Enron Corp. fired back at California yesterday, filing a lawsuit against a state Senate committee to block a subpoena for internal documents covering virtually its “entire western marketing and trading operations.” The suit against the Senate Select Committee to Investigate Price Manipulation of the Wholesale Energy Market was filed in the Superior Court of the State of California in Sacramento.

However, Enron told the court yesterday the documents requested are confidential and contain trade secrets, yet the committee “refused to agree to a protective order” that would shield the confidential documents from its competitors. Without responding to Enron’s objections, the committee “arbitrarily found” Enron in contempt on June 28. As a result, Enron seeks a declaration by the court that it need not produce the confidential information except under a protective order and that the committee has violated Enron’s rights of due process by its finding of contempt. Enron also seeks a declaration that the committee’s subpoena is invalid under California law because it involves trade secrets, seeks documents that are outside its jurisdiction and is not seeking information pertinent to its proper legislative function.

Enron told the court the “expansive subpoenas…sweep far past any conceivable legislative action. The sheer volume of the requested information would render it unusable by the Senate.”

Enron also seeks an injunction and protective order by the court that no contempt proceedings may be pursued nor considered valid until its objections are heard by an impartial hearing officer and its confidential documents are protected from unlawful disclosure.

The committee yesterday voted 6-0 to move against the Houston-based energy giant after an angry hearing in which Enron representatives repeatedly questioned the committee’s authority. If passed by the full Senate, the contempt citation would be the first imposed by California’s Senate since 1929. While deciding to move against Enron, the committee voted to terminate contempt proceedings against generator Mirant Corp., saying that company was now cooperating with its investigation.

In a letter sent to Committee Chairman Sen. Joseph L. Dunn yesterday, Enron’s Executive Vice President Steven J. Kean informed the committee of the lawsuit and said Enron would not provide all the documents requested because they go beyond the committee’s jurisdiction. He said the impartial neutral court would determine Enron’s rights and obligations under the Select Committee’s subpoena. Enron, meanwhile, will make some documents available to the committee, but only non-confidential documents “where Enron has no objection to their production,” he said.

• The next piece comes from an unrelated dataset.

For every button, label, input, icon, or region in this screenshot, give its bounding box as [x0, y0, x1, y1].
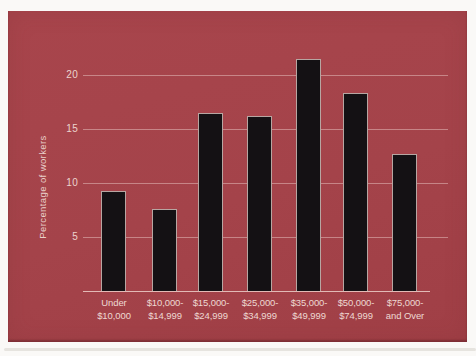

Kean also told Dunn Enron is “equally, if not more, concerned about the tone and direction of the committee’s discovery requests…It is exceedingly difficult to discern whether the committee’s actions are designed to uncover the facts…or create a convenient political scapegoat to shoulder the blame for California’s policy mistakes and changes in market fundamentals.”

Kean noted that the committee has singled out Enron for scrutiny when the company represents only 0.4% ($39 million) of the $8.9 billion in overcharges estimated by the California ISO. Furthermore, under the assumption that refunds would be owed to power buyers during the time period in question, Enron likely would end up a net recipient of refunds because it is mainly a buyer in the California market — the company only holds a small amount of wind power and its production is under long-term contracts, Kean added. Enron strongly disagrees with the ISO’s calculations because they are “mired in numerous faulty assumptions and ‘what if’ calculations that either ignore or distort the facts,” he said, noting the a FERC administrative law judge also agreed the ISO’s methodology is flawed. “In addition there is no legal basis for any refunds in the absence of specific fact-based findings by the Federal Energy Regulatory Commission of unlawful exercise of market power.”

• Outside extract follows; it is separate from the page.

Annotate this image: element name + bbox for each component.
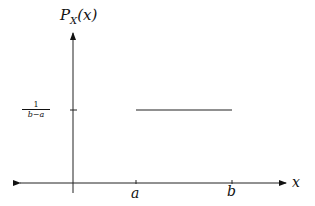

Furthermore, said Kean, Enron fails to understand why it has been singled out when by the ISO’s own calculations the aggregate overcharges attributed to municipal generators and other non-jurisdictional generators and marketers are “more than 100 times greater than those allegedly attributable to Enron,” yet those entities have been excluded from the investigation.

Kean said told Dunn it was California’s own policy failures and “flawed deregulation scheme” that caused the wholesale power market distortions. “California’s financial crisis was created by and has been extended by a series of policy missteps and political miscalculations. And California policy makers have prolonged the problem by focusing on blame and demonizing ‘out-of-state generators’ and other suppliers rather than addressing the structural problems afflicting California’s electricity market. This blame-game approach has diverted scarce time and resources away from real fact-finding and problem solving and has cost California consumers billions of dollars as a result.”

He said the investigation should have focused on why the state’s three utilities rejected power sales offers at fixed long-term rates from Enron and other suppliers last summer. “The savings for citizens in San Diego from Enron’s offer alone would have been more than $1 billion.”

California claims energy generators and traders overcharged the state by $8.9 billion. Talks ordered by the Federal Energy Regulatory Commission to settle those allegations broke down earlier this week without an agreement. Energy generators and traders had offered California $716 million in refunds. FERC Administrative Law Judge Curtis Wagner said after the talks failed that he did not think a settlement would exceed $1 billion, and he asked federal regulators to determine appropriate refunds, if any.

Meanwhile, California Gov. Gray Davis said that if the state isn’t awarded the full $8.9 billion in refunds, it would file suit against the energy companies.